NEWS
From the Wall Street Journal blog, June 16, 2009
A new paper by a trio of finance profs looks at the SEC-imposed ban on short-selling of certain financial stocks that surprised the market last September. The ban was put in place in hopes of restoring order to a market wracked by turmoil and confusion. Here are the bottom-line findings of the paper:
Stocks subject to the ban suffered a severe degradation in market quality, as measured by spreads, price impacts, and intraday volatility. Price effects are a bit harder to assign to the ban, as there is substantial confounding news about TARP and other government programs to assist the financial sector on the day that the ban is announced and implemented. When we look at firms that are added later to the ban list (and which are generally much less affected by the news about TARP, for example), we do not find a price bump at all. In fact, these stocks consistently underperform during the whole period the ban is in effect. This suggests that the shorting ban did not provide much of an artificial boost in prices.
Translation? As we might expect, without the shorts in the market liquidity dried up a bit, adding to costs and volatility. Also, researchers found that once they weeded out the effects of news about the government’s then-in-development TARP program by looking at companies less directly affected by the bailout bill, the shorting ban didn’t seem to add any price pop.
“Once we separate Tarp from shorting ban effects, there is no price pop at all,” wrote Ekkehart Boehmer, a professor at the Lundquist College of Business at the University of Oregon and one of the authors of the paper. “This is clearly not consistent with policy maker expectations if they have hoped to bump up valuations from their fair values, i.e., markets win this time.”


YOUR INSTRUCTIONS
When you transcribe the entries below, keep the wording exact and omit the pictures.

INFORMATION GIVEN
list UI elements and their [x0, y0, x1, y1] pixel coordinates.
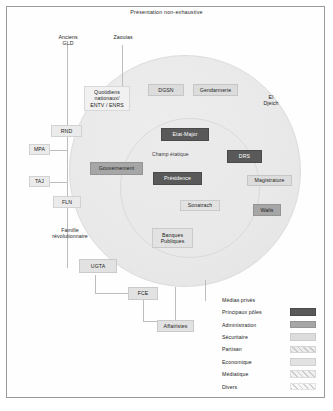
legend-item-partisan: Partisan [222, 343, 326, 355]
connector-line [205, 280, 206, 301]
legend-label: Administration [222, 322, 286, 328]
legend: Principaux pôles Administration Sécurita… [222, 306, 326, 393]
legend-label: Economique [222, 359, 286, 365]
champ-etatique-label: Champ étatique [152, 151, 189, 157]
page-title: Présentation non-exhaustive [0, 9, 333, 15]
node-anciens-gld: Anciens GLD [48, 34, 88, 46]
node-rnd: RND [51, 125, 82, 137]
node-el-djeich: El Djeich [256, 94, 286, 106]
connector-line [175, 287, 176, 321]
node-zaouias: Zaouias [104, 34, 142, 40]
legend-label: Sécuritaire [222, 334, 286, 340]
legend-swatch [290, 370, 316, 378]
diagram-page: Présentation non-exhaustive Anciens GLD … [0, 0, 333, 411]
legend-item-economique: Economique [222, 356, 326, 368]
legend-item-divers: Divers [222, 380, 326, 392]
connector-line [67, 45, 68, 130]
legend-item-principaux-poles: Principaux pôles [222, 306, 326, 318]
legend-label: Partisan [222, 346, 286, 352]
legend-swatch [290, 346, 316, 354]
legend-swatch [290, 358, 316, 366]
node-gendarmerie: Gendarmerie [193, 84, 238, 96]
node-drs: DRS [227, 150, 262, 163]
node-dgsn: DGSN [148, 84, 184, 96]
node-magistrature: Magistrature [247, 175, 292, 186]
legend-item-administration: Administration [222, 318, 326, 330]
node-medias-prives: Médias privés [222, 297, 272, 303]
node-fce: FCE [128, 287, 158, 300]
legend-item-mediatique: Médiatique [222, 368, 326, 380]
node-gouvernement: Gouvernement [90, 162, 143, 175]
legend-item-securitaire: Sécuritaire [222, 331, 326, 343]
legend-swatch [290, 308, 316, 316]
legend-label: Principaux pôles [222, 309, 286, 315]
node-ugta: UGTA [79, 259, 117, 273]
legend-label: Divers [222, 384, 286, 390]
node-taj: TAJ [29, 176, 50, 187]
legend-label: Médiatique [222, 371, 286, 377]
node-famille-revolutionnaire: Famille révolutionnaire [44, 224, 96, 242]
node-fln: FLN [53, 196, 81, 208]
node-affairistes: Affairistes [157, 320, 194, 332]
node-quotidiens-nationaux: Quotidiens nationaux/ ENTV / ENRS [84, 86, 130, 111]
connector-line [67, 240, 68, 268]
legend-swatch [290, 333, 316, 341]
legend-swatch [290, 321, 316, 329]
node-walis: Walis [253, 204, 281, 216]
legend-swatch [290, 383, 316, 391]
node-sonatrach: Sonatrach [180, 200, 220, 211]
connector-line [122, 45, 123, 87]
connector-line [95, 275, 96, 293]
node-etat-major: Etat-Major [161, 128, 209, 141]
node-mpa: MPA [29, 144, 50, 155]
node-presidence: Présidence [153, 172, 202, 185]
node-banques-publiques: Banques Publiques [152, 228, 193, 248]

RESULT FOR THIS TASK
list UI elements and their [x0, y0, x1, y1] pixel coordinates.
legend-item-partisan: Partisan [222, 343, 326, 355]
connector-line [205, 280, 206, 301]
legend-label: Administration [222, 322, 286, 328]
legend: Principaux pôles Administration Sécurita… [222, 306, 326, 393]
legend-label: Economique [222, 359, 286, 365]
champ-etatique-label: Champ étatique [152, 151, 189, 157]
page-title: Présentation non-exhaustive [0, 9, 333, 15]
node-anciens-gld: Anciens GLD [48, 34, 88, 46]
node-rnd: RND [51, 125, 82, 137]
node-el-djeich: El Djeich [256, 94, 286, 106]
connector-line [175, 287, 176, 321]
node-zaouias: Zaouias [104, 34, 142, 40]
legend-label: Sécuritaire [222, 334, 286, 340]
legend-swatch [290, 370, 316, 378]
diagram-page: Présentation non-exhaustive Anciens GLD … [0, 0, 333, 411]
legend-item-economique: Economique [222, 356, 326, 368]
legend-item-divers: Divers [222, 380, 326, 392]
connector-line [67, 45, 68, 130]
legend-item-principaux-poles: Principaux pôles [222, 306, 326, 318]
legend-label: Partisan [222, 346, 286, 352]
legend-swatch [290, 346, 316, 354]
legend-swatch [290, 358, 316, 366]
node-gendarmerie: Gendarmerie [193, 84, 238, 96]
node-drs: DRS [227, 150, 262, 163]
node-dgsn: DGSN [148, 84, 184, 96]
node-magistrature: Magistrature [247, 175, 292, 186]
legend-item-administration: Administration [222, 318, 326, 330]
node-medias-prives: Médias privés [222, 297, 272, 303]
node-fce: FCE [128, 287, 158, 300]
legend-item-mediatique: Médiatique [222, 368, 326, 380]
node-gouvernement: Gouvernement [90, 162, 143, 175]
legend-item-securitaire: Sécuritaire [222, 331, 326, 343]
legend-swatch [290, 308, 316, 316]
legend-label: Principaux pôles [222, 309, 286, 315]
node-ugta: UGTA [79, 259, 117, 273]
legend-label: Divers [222, 384, 286, 390]
node-taj: TAJ [29, 176, 50, 187]
legend-label: Médiatique [222, 371, 286, 377]
node-famille-revolutionnaire: Famille révolutionnaire [44, 224, 96, 242]
node-fln: FLN [53, 196, 81, 208]
node-affairistes: Affairistes [157, 320, 194, 332]
node-quotidiens-nationaux: Quotidiens nationaux/ ENTV / ENRS [84, 86, 130, 111]
connector-line [67, 240, 68, 268]
legend-swatch [290, 333, 316, 341]
legend-swatch [290, 321, 316, 329]
node-walis: Walis [253, 204, 281, 216]
legend-swatch [290, 383, 316, 391]
node-sonatrach: Sonatrach [180, 200, 220, 211]
connector-line [122, 45, 123, 87]
connector-line [95, 275, 96, 293]
node-etat-major: Etat-Major [161, 128, 209, 141]
node-mpa: MPA [29, 144, 50, 155]
node-presidence: Présidence [153, 172, 202, 185]
node-banques-publiques: Banques Publiques [152, 228, 193, 248]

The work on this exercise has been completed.